Wildlife advocates say a ruling to restore Endangered Species Act protections for gray wolves throughout the Northern Rocky Mountains buys time to create a better plan than the one the judge rejected, one that ensures their numbers don't dwindle again. Meanwhile, state wildlife officials in Montana and Idaho were reviewing Thursday's ruling that blocked them from carrying out their wolf management plans and their preparations for wolf hunts this fall. State officials said they were considering their options, including an appeal. U.S. District Judge Donald Molloy's ruling knocked down a U.S. Fish and Wildlife decision last year that kept federal protections in place in Wyoming, where state law is considered hostile to the animals' survival, but turned over to Montana and Idaho wolf management responsibilities within their borders. Molloy said in his ruling that the entire Northern Rocky Mountain wolf population either must be listed as an endangered species or removed from the list, but the protections for the same population can't be different for each state. Separating the protections may solve a tricky political issue, but it does not comply with the Endangered Species Act, Molloy ruled...more
No human advocates were quoted.
Issues of concern to people who live in the west: property rights, water rights, endangered species, livestock grazing, energy production, wilderness and western agriculture. Plus a few items on western history, western literature and the sport of rodeo... Frank DuBois served as the NM Secretary of Agriculture from 1988 to 2003. DuBois is a former legislative assistant to a U.S. Senator, a Deputy Assistant Secretary of Interior, and is the founder of the DuBois Rodeo Scholarship.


• Exercise: The reply should contain every entry exactly as given, with no pictures in it.

** Input data follows **

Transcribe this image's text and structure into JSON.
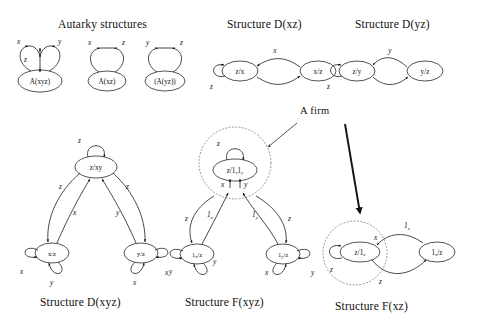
{
  "figure": {
    "background_color": "#ffffff",
    "ink_color": "#1b1b1b",
    "dotted_color": "#8a8a8a"
  },
  "headings": {
    "autarky": "Autarky structures",
    "d_xz": "Structure D(xz)",
    "d_yz": "Structure D(yz)"
  },
  "captions": {
    "d_xyz": "Structure D(xyz)",
    "f_xyz": "Structure F(xyz)",
    "f_xz": "Structure F(xz)"
  },
  "annotation": {
    "a_firm": "A firm"
  },
  "autarky": {
    "graph1": {
      "node": "A(xyz)",
      "loop_left_label": "x",
      "loop_right_label": "y",
      "vertical_label": "z"
    },
    "graph2": {
      "node": "A(xz)",
      "loop_left_label": "x",
      "loop_right_label": "z"
    },
    "graph3": {
      "node": "(A(yz))",
      "loop_left_label": "y",
      "loop_right_label": "z"
    }
  },
  "d_xz": {
    "node_left": "z/x",
    "node_right": "x/z",
    "edge_top_label": "x",
    "selfloop_label": "z"
  },
  "d_yz": {
    "node_left": "z/y",
    "node_right": "y/z",
    "edge_top_label": "y",
    "selfloop_label": "z"
  },
  "d_xyz": {
    "node_top": "z/xy",
    "node_bottom_left": "x/z",
    "node_bottom_right": "y/z",
    "selfloop_top_label": "z",
    "edge_left_outer_label": "z",
    "edge_left_inner_label": "x",
    "edge_right_inner_label": "y",
    "edge_right_outer_label": "z",
    "left_loop_label_1": "x",
    "left_loop_label_2": "y",
    "right_loop_label_1": "x",
    "right_loop_label_2": "y"
  },
  "f_xyz": {
    "node_top": "z/1",
    "node_top_sub1": "x",
    "node_top_sub2": "1",
    "node_top_sub3": "y",
    "node_top_full": "z/1x1y",
    "node_bottom_left": "1",
    "node_bottom_left_sub": "x",
    "node_bottom_left_rest": "/z",
    "node_bottom_right": "1",
    "node_bottom_right_sub": "y",
    "node_bottom_right_rest": "/z",
    "selfloop_top_label": "z",
    "arrow_top_left_label": "x",
    "arrow_top_right_label": "y",
    "edge_left_outer_label": "z",
    "edge_right_outer_label": "z",
    "edge_left_inner_label": "1",
    "edge_left_inner_sub": "x",
    "edge_right_inner_label": "1",
    "edge_right_inner_sub": "y",
    "left_loop_label_1": "x",
    "left_loop_label_2": "y",
    "right_loop_label_1": "x",
    "right_loop_label_2": "y"
  },
  "f_xz": {
    "node_left": "z/1",
    "node_left_sub": "x",
    "node_right": "1",
    "node_right_sub": "x",
    "node_right_rest": "/z",
    "selfloop_label": "z",
    "edge_top_label": "1",
    "edge_top_sub": "x",
    "edge_bottom_label": "z",
    "arrow_in_label": "x"
  }
}
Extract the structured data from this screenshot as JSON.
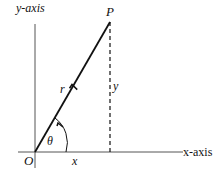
{
  "diagram": {
    "type": "polar-coordinates",
    "labels": {
      "y_axis": "y-axis",
      "x_axis": "x-axis",
      "point": "P",
      "origin": "O",
      "radius": "r",
      "angle": "θ",
      "x_component": "x",
      "y_component": "y"
    },
    "colors": {
      "line": "#111111",
      "axis": "#555555",
      "background": "#ffffff"
    }
  }
}
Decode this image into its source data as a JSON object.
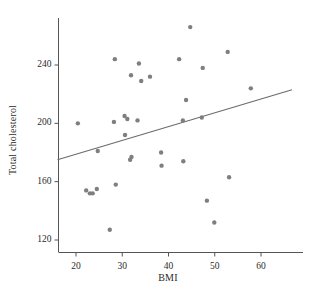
{
  "chart_data": {
    "type": "scatter",
    "title": "",
    "xlabel": "BMI",
    "ylabel": "Total cholesterol",
    "xlim": [
      16,
      66
    ],
    "ylim": [
      112,
      272
    ],
    "xticks": [
      20,
      30,
      40,
      50,
      60
    ],
    "yticks": [
      120,
      160,
      200,
      240
    ],
    "grid": false,
    "legend": "none",
    "marker": {
      "color": "#7f7f7f",
      "shape": "circle",
      "size_px": 4.4
    },
    "trendline": {
      "type": "linear-fit",
      "color": "#6b6b6b",
      "width_px": 1.1,
      "x_start": 16.0,
      "y_start": 175.0,
      "x_end": 66.7,
      "y_end": 223.0
    },
    "points": [
      {
        "x": 20.4,
        "y": 200
      },
      {
        "x": 22.2,
        "y": 154
      },
      {
        "x": 23.0,
        "y": 152
      },
      {
        "x": 23.6,
        "y": 152
      },
      {
        "x": 24.5,
        "y": 155
      },
      {
        "x": 24.7,
        "y": 181
      },
      {
        "x": 27.3,
        "y": 127
      },
      {
        "x": 28.2,
        "y": 201
      },
      {
        "x": 28.4,
        "y": 244
      },
      {
        "x": 28.6,
        "y": 158
      },
      {
        "x": 30.5,
        "y": 205
      },
      {
        "x": 30.6,
        "y": 192
      },
      {
        "x": 31.1,
        "y": 203
      },
      {
        "x": 31.7,
        "y": 175
      },
      {
        "x": 31.9,
        "y": 233
      },
      {
        "x": 32.0,
        "y": 177
      },
      {
        "x": 33.3,
        "y": 202
      },
      {
        "x": 33.6,
        "y": 241
      },
      {
        "x": 34.1,
        "y": 229
      },
      {
        "x": 36.0,
        "y": 232
      },
      {
        "x": 38.4,
        "y": 180
      },
      {
        "x": 38.5,
        "y": 171
      },
      {
        "x": 42.3,
        "y": 244
      },
      {
        "x": 43.1,
        "y": 202
      },
      {
        "x": 43.2,
        "y": 174
      },
      {
        "x": 43.8,
        "y": 216
      },
      {
        "x": 44.7,
        "y": 266
      },
      {
        "x": 47.2,
        "y": 204
      },
      {
        "x": 47.4,
        "y": 238
      },
      {
        "x": 48.3,
        "y": 147
      },
      {
        "x": 49.9,
        "y": 132
      },
      {
        "x": 52.8,
        "y": 249
      },
      {
        "x": 53.1,
        "y": 163
      },
      {
        "x": 57.8,
        "y": 224
      }
    ]
  },
  "axes": {
    "x_tick_labels": [
      "20",
      "30",
      "40",
      "50",
      "60"
    ],
    "y_tick_labels": [
      "240",
      "200",
      "160",
      "120"
    ],
    "x_axis_label": "BMI",
    "y_axis_label": "Total cholesterol",
    "axis_color": "#555555"
  }
}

** End of Input data **

• Result of this task:
Transcribe this image's text and structure into JSON.
{
  "figure": {
    "background_color": "#ffffff",
    "ink_color": "#1b1b1b",
    "dotted_color": "#8a8a8a"
  },
  "headings": {
    "autarky": "Autarky structures",
    "d_xz": "Structure D(xz)",
    "d_yz": "Structure D(yz)"
  },
  "captions": {
    "d_xyz": "Structure D(xyz)",
    "f_xyz": "Structure F(xyz)",
    "f_xz": "Structure F(xz)"
  },
  "annotation": {
    "a_firm": "A firm"
  },
  "autarky": {
    "graph1": {
      "node": "A(xyz)",
      "loop_left_label": "x",
      "loop_right_label": "y",
      "vertical_label": "z"
    },
    "graph2": {
      "node": "A(xz)",
      "loop_left_label": "x",
      "loop_right_label": "z"
    },
    "graph3": {
      "node": "(A(yz))",
      "loop_left_label": "y",
      "loop_right_label": "z"
    }
  },
  "d_xz": {
    "node_left": "z/x",
    "node_right": "x/z",
    "edge_top_label": "x",
    "selfloop_label": "z"
  },
  "d_yz": {
    "node_left": "z/y",
    "node_right": "y/z",
    "edge_top_label": "y",
    "selfloop_label": "z"
  },
  "d_xyz": {
    "node_top": "z/xy",
    "node_bottom_left": "x/z",
    "node_bottom_right": "y/z",
    "selfloop_top_label": "z",
    "edge_left_outer_label": "z",
    "edge_left_inner_label": "x",
    "edge_right_inner_label": "y",
    "edge_right_outer_label": "z",
    "left_loop_label_1": "x",
    "left_loop_label_2": "y",
    "right_loop_label_1": "x",
    "right_loop_label_2": "y"
  },
  "f_xyz": {
    "node_top": "z/1",
    "node_top_sub1": "x",
    "node_top_sub2": "1",
    "node_top_sub3": "y",
    "node_top_full": "z/1x1y",
    "node_bottom_left": "1",
    "node_bottom_left_sub": "x",
    "node_bottom_left_rest": "/z",
    "node_bottom_right": "1",
    "node_bottom_right_sub": "y",
    "node_bottom_right_rest": "/z",
    "selfloop_top_label": "z",
    "arrow_top_left_label": "x",
    "arrow_top_right_label": "y",
    "edge_left_outer_label": "z",
    "edge_right_outer_label": "z",
    "edge_left_inner_label": "1",
    "edge_left_inner_sub": "x",
    "edge_right_inner_label": "1",
    "edge_right_inner_sub": "y",
    "left_loop_label_1": "x",
    "left_loop_label_2": "y",
    "right_loop_label_1": "x",
    "right_loop_label_2": "y"
  },
  "f_xz": {
    "node_left": "z/1",
    "node_left_sub": "x",
    "node_right": "1",
    "node_right_sub": "x",
    "node_right_rest": "/z",
    "selfloop_label": "z",
    "edge_top_label": "1",
    "edge_top_sub": "x",
    "edge_bottom_label": "z",
    "arrow_in_label": "x"
  }
}
Extract the structured data from this screenshot as JSON.
{
  "diagram": {
    "type": "polar-coordinates",
    "labels": {
      "y_axis": "y-axis",
      "x_axis": "x-axis",
      "point": "P",
      "origin": "O",
      "radius": "r",
      "angle": "θ",
      "x_component": "x",
      "y_component": "y"
    },
    "colors": {
      "line": "#111111",
      "axis": "#555555",
      "background": "#ffffff"
    }
  }
}
Decode this image into its source data as a JSON object.
{
  "chart_data": {
    "type": "scatter",
    "title": "",
    "xlabel": "BMI",
    "ylabel": "Total cholesterol",
    "xlim": [
      16,
      66
    ],
    "ylim": [
      112,
      272
    ],
    "xticks": [
      20,
      30,
      40,
      50,
      60
    ],
    "yticks": [
      120,
      160,
      200,
      240
    ],
    "grid": false,
    "legend": "none",
    "marker": {
      "color": "#7f7f7f",
      "shape": "circle",
      "size_px": 4.4
    },
    "trendline": {
      "type": "linear-fit",
      "color": "#6b6b6b",
      "width_px": 1.1,
      "x_start": 16.0,
      "y_start": 175.0,
      "x_end": 66.7,
      "y_end": 223.0
    },
    "points": [
      {
        "x": 20.4,
        "y": 200
      },
      {
        "x": 22.2,
        "y": 154
      },
      {
        "x": 23.0,
        "y": 152
      },
      {
        "x": 23.6,
        "y": 152
      },
      {
        "x": 24.5,
        "y": 155
      },
      {
        "x": 24.7,
        "y": 181
      },
      {
        "x": 27.3,
        "y": 127
      },
      {
        "x": 28.2,
        "y": 201
      },
      {
        "x": 28.4,
        "y": 244
      },
      {
        "x": 28.6,
        "y": 158
      },
      {
        "x": 30.5,
        "y": 205
      },
      {
        "x": 30.6,
        "y": 192
      },
      {
        "x": 31.1,
        "y": 203
      },
      {
        "x": 31.7,
        "y": 175
      },
      {
        "x": 31.9,
        "y": 233
      },
      {
        "x": 32.0,
        "y": 177
      },
      {
        "x": 33.3,
        "y": 202
      },
      {
        "x": 33.6,
        "y": 241
      },
      {
        "x": 34.1,
        "y": 229
      },
      {
        "x": 36.0,
        "y": 232
      },
      {
        "x": 38.4,
        "y": 180
      },
      {
        "x": 38.5,
        "y": 171
      },
      {
        "x": 42.3,
        "y": 244
      },
      {
        "x": 43.1,
        "y": 202
      },
      {
        "x": 43.2,
        "y": 174
      },
      {
        "x": 43.8,
        "y": 216
      },
      {
        "x": 44.7,
        "y": 266
      },
      {
        "x": 47.2,
        "y": 204
      },
      {
        "x": 47.4,
        "y": 238
      },
      {
        "x": 48.3,
        "y": 147
      },
      {
        "x": 49.9,
        "y": 132
      },
      {
        "x": 52.8,
        "y": 249
      },
      {
        "x": 53.1,
        "y": 163
      },
      {
        "x": 57.8,
        "y": 224
      }
    ]
  },
  "axes": {
    "x_tick_labels": [
      "20",
      "30",
      "40",
      "50",
      "60"
    ],
    "y_tick_labels": [
      "240",
      "200",
      "160",
      "120"
    ],
    "x_axis_label": "BMI",
    "y_axis_label": "Total cholesterol",
    "axis_color": "#555555"
  }
}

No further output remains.